San Antonio – As city officials try to get massive transportation plans moving, they are pushing a new plan to continue funding the Edwards Aquifer Protection Program.
In a presentation to council members on Wednesday, city staff recommended keeping the EAPP under the city’s control but using a different pot of money to fund it. Instead of using the sales tax revenue that has been targeted to fund transportation plans, staff said the city could borrow $109 million to continue buying conservation easements or acquiring properties over the aquifer’s recharge and contributing zones over 10 years.
City staff said they could pay the debt using a portion of the money the city receives from SAWS, which began sending a bigger cut of its revenue this year.
“This is a commitment to make sure that that program continues,” Mayor Ron Nirenberg said.
Nirenberg has been a vocal supporter of the transportation plans developed by the non-profit ConnectSA. The plans, which include the creation of a new mode of public transportation called Advanced Rapid Transit, which would require an additional $1.36 billion over five years.
To get there, ConnectSA has recommended steps like leveraging federal money, devoting more money to transportation issues in the next city bond program, and using Bexar County capital funds. Another key funding component of the plan is redirecting a 1/8 cent sales tax that currently goes toward funding Linear Creek Parkways and the Edwards Aquifer Protection Program.
Rather than having voters renew the tax when it expires in 2021, Nirenberg and other supporters of ConnectSA’s recommendations want it to be used to send roughly $36 million to VIA Metropolitan Transit.
But that plan raised the question of what would happen to the aquifer protection program, which is popular with voters, once the tax is redirected.
While Nirenberg had requested SAWS consider taking over the program, city staff said it made sense to keep the program “in house.”
“We felt that continuing the program by the city, we already have the infrastructure in place - meaning the employees that do the work, we have the contracts with the Edwards Aquifer Protection Program to do the monitoring,” said Deputy City Manager Maria Villagomez, who presented the plan to council members.
Francine Romero, the chairwoman of the Conservation Advisory Board, which helps determine which properties the city acquires through the EAPP, agreed.
“We have almost 20 years of history of doing this exact thing in the city,” Romero said. “And so, the city staff is in place. The Conservation Advisory Board is in place. Our support teams are in place. It would be inefficient to move a really well-functioning program to another entity for no reason.”
While Romero said originally she would have preferred to see the EAPP continued to be funded by sales tax, she’s satisfied with the current plan put forward by the city, noting she has doubts on how much more longer voters would have approved of the sales tax.
The sales tax funding for aquifer protection and greenway trails has been voter approved since 2000, with three continuations in 2005, 2010 and 2010 as the tax approached the limit it could collect.
In 2015, voters approved collecting up to $100 million for the EAPP. Romero believes supporters could have gotten voters to pass another allocation for $90 million, but she isn’t sure about a renewal beyond that.
“So this way, we have an immediate $110 million. So that's $20 million more than we would have gotten just bringing it back to the voters,” she said. “And I think that's a good outcome because honestly, I don't think we could have gotten gotten it renewed twice.”
City council members like District 10’s Clayton Perry or District 3’s Rebecca Viagran had questions about the use of SAWS payments to fund the aquifer program into the future, especially as it related to water rates.
The utility upped its contribution to the city coffers from 2.7 percent of its gross revenues in fiscal 2019 to 4 percent in fiscal 2020.
The city’s Chief Financial Officer, Ben Gorzell, said the city assumed when it made the change that the payments would continue at 4 percent into the future. So whether the city used part of that money to fund the EAPP or not would not directly affect how SAWS adjusted its rates.
The utility had indicated it could make the additional transfer payments for two years without affecting rates, Gorzell told KSAT after the meeting.
“They’re going to evaluate it at the end of that two year period of time,” Gorzell said. “It is a cost to SAWS. So eventually it would be something that would make its way into rates.”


◆ **REQUIREMENT**
From the entries below, list each line with "gibraltar".

◆ **INFORMATION SUPPLIED**
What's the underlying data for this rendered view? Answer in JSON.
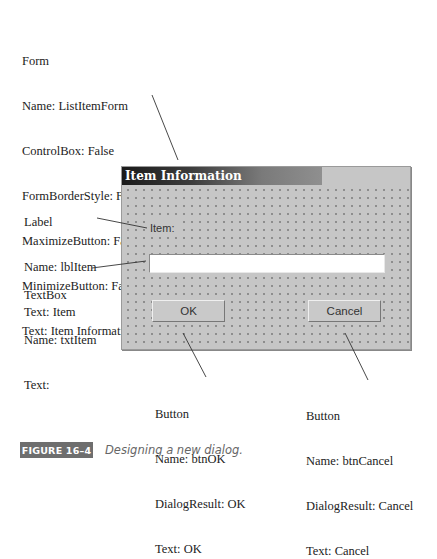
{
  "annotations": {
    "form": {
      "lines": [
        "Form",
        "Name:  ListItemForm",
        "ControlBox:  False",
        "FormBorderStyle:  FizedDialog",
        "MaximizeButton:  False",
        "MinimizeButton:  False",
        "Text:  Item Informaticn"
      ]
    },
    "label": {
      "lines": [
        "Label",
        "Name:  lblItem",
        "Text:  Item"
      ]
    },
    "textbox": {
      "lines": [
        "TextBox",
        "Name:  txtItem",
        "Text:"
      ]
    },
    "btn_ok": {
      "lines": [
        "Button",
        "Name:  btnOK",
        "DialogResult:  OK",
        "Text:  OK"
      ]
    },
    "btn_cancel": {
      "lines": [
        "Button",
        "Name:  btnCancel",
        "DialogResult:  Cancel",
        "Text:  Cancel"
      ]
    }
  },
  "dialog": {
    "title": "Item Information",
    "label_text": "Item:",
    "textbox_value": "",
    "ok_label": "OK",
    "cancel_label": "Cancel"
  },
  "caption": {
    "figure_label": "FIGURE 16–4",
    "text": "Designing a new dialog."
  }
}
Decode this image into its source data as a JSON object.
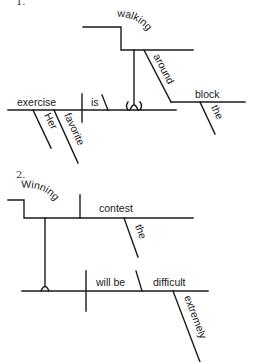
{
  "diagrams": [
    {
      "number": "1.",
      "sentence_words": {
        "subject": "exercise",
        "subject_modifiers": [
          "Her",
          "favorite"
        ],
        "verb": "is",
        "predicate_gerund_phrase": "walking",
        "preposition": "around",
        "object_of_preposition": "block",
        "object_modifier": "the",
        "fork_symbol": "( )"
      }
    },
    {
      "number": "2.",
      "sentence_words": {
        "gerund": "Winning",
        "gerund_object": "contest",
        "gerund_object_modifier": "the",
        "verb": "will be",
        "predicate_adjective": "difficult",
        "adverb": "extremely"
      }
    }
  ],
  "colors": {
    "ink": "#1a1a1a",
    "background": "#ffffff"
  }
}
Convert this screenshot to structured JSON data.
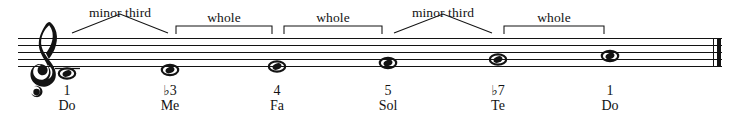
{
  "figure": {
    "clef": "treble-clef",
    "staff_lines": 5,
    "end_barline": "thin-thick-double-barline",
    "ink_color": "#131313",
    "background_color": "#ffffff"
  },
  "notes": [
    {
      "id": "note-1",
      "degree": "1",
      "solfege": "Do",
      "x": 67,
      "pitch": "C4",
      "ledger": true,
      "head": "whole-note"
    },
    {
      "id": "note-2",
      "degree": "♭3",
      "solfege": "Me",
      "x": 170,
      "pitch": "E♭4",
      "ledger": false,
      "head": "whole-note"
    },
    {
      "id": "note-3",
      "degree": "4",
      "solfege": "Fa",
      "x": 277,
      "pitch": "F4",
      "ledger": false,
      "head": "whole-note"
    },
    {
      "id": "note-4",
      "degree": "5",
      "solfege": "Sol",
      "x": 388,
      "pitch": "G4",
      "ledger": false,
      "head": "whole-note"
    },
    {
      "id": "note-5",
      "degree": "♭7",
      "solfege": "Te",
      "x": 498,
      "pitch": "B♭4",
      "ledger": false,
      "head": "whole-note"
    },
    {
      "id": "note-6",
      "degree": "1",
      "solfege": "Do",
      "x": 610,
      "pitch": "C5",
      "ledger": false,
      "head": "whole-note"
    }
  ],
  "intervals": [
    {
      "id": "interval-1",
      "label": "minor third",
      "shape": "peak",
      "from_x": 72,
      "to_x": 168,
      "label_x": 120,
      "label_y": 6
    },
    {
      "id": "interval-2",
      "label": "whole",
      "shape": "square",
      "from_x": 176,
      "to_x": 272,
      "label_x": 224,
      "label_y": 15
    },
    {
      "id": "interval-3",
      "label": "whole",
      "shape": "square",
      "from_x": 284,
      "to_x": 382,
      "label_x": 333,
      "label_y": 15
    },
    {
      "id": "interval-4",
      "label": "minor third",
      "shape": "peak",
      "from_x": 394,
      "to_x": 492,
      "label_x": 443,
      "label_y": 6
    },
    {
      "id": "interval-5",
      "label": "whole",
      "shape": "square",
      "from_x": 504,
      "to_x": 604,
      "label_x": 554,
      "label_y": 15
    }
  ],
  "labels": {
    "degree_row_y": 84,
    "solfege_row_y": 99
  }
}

---

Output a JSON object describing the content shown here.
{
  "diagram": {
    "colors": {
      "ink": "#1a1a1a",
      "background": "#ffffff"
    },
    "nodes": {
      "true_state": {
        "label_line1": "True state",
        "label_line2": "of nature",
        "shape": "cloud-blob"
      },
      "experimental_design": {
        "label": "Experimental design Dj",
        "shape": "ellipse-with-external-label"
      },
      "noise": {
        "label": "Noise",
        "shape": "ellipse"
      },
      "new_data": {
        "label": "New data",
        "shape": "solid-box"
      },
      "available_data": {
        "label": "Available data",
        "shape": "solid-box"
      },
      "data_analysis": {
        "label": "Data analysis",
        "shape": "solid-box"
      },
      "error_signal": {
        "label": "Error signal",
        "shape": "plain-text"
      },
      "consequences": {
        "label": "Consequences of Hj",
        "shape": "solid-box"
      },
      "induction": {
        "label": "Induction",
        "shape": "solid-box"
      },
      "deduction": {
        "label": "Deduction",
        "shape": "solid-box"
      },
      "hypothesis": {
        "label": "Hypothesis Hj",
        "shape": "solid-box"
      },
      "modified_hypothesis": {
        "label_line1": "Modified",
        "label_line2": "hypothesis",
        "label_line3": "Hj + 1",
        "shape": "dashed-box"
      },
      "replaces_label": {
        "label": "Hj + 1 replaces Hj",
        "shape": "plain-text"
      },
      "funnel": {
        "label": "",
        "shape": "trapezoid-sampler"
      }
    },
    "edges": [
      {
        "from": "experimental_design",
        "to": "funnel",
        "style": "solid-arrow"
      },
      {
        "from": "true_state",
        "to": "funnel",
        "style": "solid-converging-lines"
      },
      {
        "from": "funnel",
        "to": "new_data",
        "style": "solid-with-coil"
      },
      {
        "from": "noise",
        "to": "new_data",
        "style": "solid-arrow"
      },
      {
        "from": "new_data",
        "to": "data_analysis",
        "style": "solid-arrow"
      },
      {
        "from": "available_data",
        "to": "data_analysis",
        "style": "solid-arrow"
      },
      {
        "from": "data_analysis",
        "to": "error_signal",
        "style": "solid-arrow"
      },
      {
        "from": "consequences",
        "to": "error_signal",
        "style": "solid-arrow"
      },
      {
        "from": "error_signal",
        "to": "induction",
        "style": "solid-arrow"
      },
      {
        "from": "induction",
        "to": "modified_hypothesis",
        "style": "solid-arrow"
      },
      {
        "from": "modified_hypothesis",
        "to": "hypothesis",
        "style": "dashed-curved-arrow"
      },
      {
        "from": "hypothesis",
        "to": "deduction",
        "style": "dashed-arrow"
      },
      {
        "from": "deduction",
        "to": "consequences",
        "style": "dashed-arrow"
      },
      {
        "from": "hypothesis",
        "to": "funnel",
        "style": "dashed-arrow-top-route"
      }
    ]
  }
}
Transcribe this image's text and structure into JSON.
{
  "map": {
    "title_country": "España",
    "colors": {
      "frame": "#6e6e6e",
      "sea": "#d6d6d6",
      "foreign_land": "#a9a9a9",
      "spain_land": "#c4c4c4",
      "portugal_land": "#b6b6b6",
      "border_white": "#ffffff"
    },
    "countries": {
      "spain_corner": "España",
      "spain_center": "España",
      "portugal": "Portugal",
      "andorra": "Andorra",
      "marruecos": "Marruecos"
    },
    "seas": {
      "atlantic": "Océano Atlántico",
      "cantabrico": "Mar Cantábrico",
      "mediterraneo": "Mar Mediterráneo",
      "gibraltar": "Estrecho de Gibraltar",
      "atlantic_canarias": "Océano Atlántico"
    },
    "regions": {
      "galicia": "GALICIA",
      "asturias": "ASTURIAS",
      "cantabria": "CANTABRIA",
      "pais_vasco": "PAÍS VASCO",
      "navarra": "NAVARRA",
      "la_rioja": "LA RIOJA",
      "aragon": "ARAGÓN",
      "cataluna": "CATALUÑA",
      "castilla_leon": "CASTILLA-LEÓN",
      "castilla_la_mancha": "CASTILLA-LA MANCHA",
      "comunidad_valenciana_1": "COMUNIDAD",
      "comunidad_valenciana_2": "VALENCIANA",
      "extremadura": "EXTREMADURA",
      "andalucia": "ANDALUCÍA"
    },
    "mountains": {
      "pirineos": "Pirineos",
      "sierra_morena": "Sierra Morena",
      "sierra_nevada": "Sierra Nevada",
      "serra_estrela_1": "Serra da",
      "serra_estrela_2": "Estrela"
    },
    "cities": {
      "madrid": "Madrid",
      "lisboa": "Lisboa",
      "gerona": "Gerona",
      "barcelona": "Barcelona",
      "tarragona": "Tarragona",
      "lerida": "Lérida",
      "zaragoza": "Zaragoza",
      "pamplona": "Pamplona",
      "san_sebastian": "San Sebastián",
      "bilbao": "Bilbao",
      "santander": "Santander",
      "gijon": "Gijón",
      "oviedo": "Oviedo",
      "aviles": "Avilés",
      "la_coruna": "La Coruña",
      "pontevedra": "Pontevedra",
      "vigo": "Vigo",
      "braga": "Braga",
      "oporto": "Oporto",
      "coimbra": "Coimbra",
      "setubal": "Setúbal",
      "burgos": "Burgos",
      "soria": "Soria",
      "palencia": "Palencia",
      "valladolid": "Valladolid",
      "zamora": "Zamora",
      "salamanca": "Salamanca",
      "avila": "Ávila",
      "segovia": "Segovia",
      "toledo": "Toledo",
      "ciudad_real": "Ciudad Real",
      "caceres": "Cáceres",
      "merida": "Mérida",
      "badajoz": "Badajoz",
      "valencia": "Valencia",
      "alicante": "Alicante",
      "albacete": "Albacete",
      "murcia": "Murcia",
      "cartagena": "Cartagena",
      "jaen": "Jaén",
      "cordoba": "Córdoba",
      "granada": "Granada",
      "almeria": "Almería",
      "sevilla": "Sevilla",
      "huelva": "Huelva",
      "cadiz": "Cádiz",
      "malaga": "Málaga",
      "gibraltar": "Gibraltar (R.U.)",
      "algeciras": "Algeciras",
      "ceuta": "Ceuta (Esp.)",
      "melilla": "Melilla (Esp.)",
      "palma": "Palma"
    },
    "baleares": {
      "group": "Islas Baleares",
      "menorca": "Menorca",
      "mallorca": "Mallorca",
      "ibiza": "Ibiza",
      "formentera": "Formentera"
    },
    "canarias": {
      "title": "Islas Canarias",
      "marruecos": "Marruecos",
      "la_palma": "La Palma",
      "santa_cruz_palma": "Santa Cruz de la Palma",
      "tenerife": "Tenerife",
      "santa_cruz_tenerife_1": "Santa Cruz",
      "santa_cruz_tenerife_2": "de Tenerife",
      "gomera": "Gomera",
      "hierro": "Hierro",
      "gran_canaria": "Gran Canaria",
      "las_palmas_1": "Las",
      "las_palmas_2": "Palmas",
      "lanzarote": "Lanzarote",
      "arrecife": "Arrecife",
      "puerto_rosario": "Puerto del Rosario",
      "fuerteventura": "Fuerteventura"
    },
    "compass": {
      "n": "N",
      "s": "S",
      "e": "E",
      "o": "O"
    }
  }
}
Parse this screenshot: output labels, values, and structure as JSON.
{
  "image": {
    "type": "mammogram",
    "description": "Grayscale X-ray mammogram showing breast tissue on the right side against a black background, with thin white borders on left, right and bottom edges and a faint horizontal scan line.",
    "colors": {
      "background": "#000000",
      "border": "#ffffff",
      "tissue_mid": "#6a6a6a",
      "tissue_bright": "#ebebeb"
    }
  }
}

---

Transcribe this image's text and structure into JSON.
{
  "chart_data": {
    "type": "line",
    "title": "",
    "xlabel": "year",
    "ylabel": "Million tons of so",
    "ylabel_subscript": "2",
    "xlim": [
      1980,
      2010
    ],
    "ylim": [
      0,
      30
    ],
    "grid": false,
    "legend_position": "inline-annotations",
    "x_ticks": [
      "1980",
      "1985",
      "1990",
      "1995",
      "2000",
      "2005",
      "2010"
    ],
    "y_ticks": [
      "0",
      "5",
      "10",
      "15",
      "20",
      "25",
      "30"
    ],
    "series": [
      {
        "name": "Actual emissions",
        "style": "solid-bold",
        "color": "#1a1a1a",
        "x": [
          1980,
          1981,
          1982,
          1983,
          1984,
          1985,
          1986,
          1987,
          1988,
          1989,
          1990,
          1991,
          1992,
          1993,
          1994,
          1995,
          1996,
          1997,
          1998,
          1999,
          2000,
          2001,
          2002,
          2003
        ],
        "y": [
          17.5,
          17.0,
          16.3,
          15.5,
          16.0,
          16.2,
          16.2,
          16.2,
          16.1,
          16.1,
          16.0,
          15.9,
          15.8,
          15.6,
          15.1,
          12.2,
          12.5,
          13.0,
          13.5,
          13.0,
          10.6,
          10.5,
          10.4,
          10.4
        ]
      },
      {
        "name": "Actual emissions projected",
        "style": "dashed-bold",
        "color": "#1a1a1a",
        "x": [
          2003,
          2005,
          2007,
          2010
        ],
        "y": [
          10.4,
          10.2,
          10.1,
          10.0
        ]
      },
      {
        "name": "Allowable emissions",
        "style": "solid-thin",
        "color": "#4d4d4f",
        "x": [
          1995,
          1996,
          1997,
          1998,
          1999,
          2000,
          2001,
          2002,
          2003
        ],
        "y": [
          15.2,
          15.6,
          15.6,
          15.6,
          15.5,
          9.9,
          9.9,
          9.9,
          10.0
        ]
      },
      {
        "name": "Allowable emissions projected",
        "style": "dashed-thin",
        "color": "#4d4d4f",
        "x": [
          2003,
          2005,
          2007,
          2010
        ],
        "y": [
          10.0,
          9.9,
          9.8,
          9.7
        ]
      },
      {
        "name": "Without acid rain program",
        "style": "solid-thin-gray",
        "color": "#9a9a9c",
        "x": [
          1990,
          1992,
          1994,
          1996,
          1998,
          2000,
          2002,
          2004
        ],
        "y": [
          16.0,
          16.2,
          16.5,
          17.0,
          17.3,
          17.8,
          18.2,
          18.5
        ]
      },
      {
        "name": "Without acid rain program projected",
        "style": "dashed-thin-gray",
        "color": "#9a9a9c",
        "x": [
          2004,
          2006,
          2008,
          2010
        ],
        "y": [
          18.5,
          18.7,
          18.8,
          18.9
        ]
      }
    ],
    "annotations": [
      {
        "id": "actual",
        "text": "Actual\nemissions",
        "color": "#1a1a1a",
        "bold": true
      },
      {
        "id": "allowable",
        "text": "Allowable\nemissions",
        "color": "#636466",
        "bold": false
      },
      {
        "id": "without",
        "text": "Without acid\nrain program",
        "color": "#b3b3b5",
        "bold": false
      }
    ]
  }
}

◆ **WRITTEN ANSWER**
      "gibraltar": "Estrecho de Gibraltar",
      "gibraltar": "Gibraltar (R.U.)",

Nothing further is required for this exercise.